The ridiculousness reached its zenith, in this writer’s opinion, when Pederson pulled out his phone in the clubhouse and showed reporters the offending GIF, narrating it as the stupidity wore along. He spoke so carefully and with such remorse that you feared he might start openly weeping.

You see, Pham thought Pederson had been cheating in the fantasy league.

“I put a player on injured reserve when he was out,” Pederson explained of the misunderstanding. “And then there was a text message in the group saying that I was cheating because I was stashing players on the bench.”

But Pederson had checked the league rules and felt comfortable with his maneuver.
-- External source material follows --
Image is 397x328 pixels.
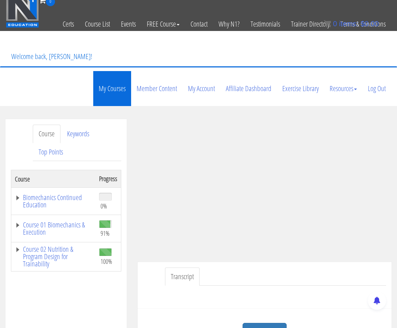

Moreover, he said, “[Pham] did very similar to what I did.”

A commissioner should have stepped in. But . . .

Never mind.

There’s lots — or maybe nothing — to parse in this modern, essentially harmless, overwhelmingly trivial but layered passion play. In a sense, the slap was irrelevant. Not in this time of gunfire and savagery. In videos afterward, young Pederson’s jaw appears to be intact and his cheek unblemished (save for blondish beard stubble). Not even a faint handprint.

But the slap was, in its essence, modern and trendy.

There are blossoming slap-fight leagues these days, wherein two combatants stand facing each other and commence, alternately, to slap the living (bleep) out of each other.

So there’s that.

Pham, who brags about his martial arts training and other fighting skills, went gentle. No closed fists or roundhouse kicks. Which is nice.

The event could have been nasty.

Pham’s a bit of a loose bolt at times. He got into a fight outside a strip club in 2020 — was stabbed in his lower back and needed 200 stitches to get fixed. This spring, he got mad at Padres first baseman Luke Voit for a home-plate slide and said, “If Luke wants to settle it, I get down really well. Anything, Muay Thai, whatever.”

The GIF that Pederson sent was from seven months ago. Pham apparently has the memory of an elephant and a zealot’s need for justice.

Pederson said he thought it was all in fun. Oopsie.

Fantasy sports and gambling are everywhere now. Even among major-leaguers, clearly. So you have to wonder if the real games mean that much to anybody these days.

I guess these guys don’t have fantasy baseball teams, only football. I mean, imagine them pondering activating the pitcher that just struck them out. Would anybody let a liner drop in if the real hit put his fantasy team over the top?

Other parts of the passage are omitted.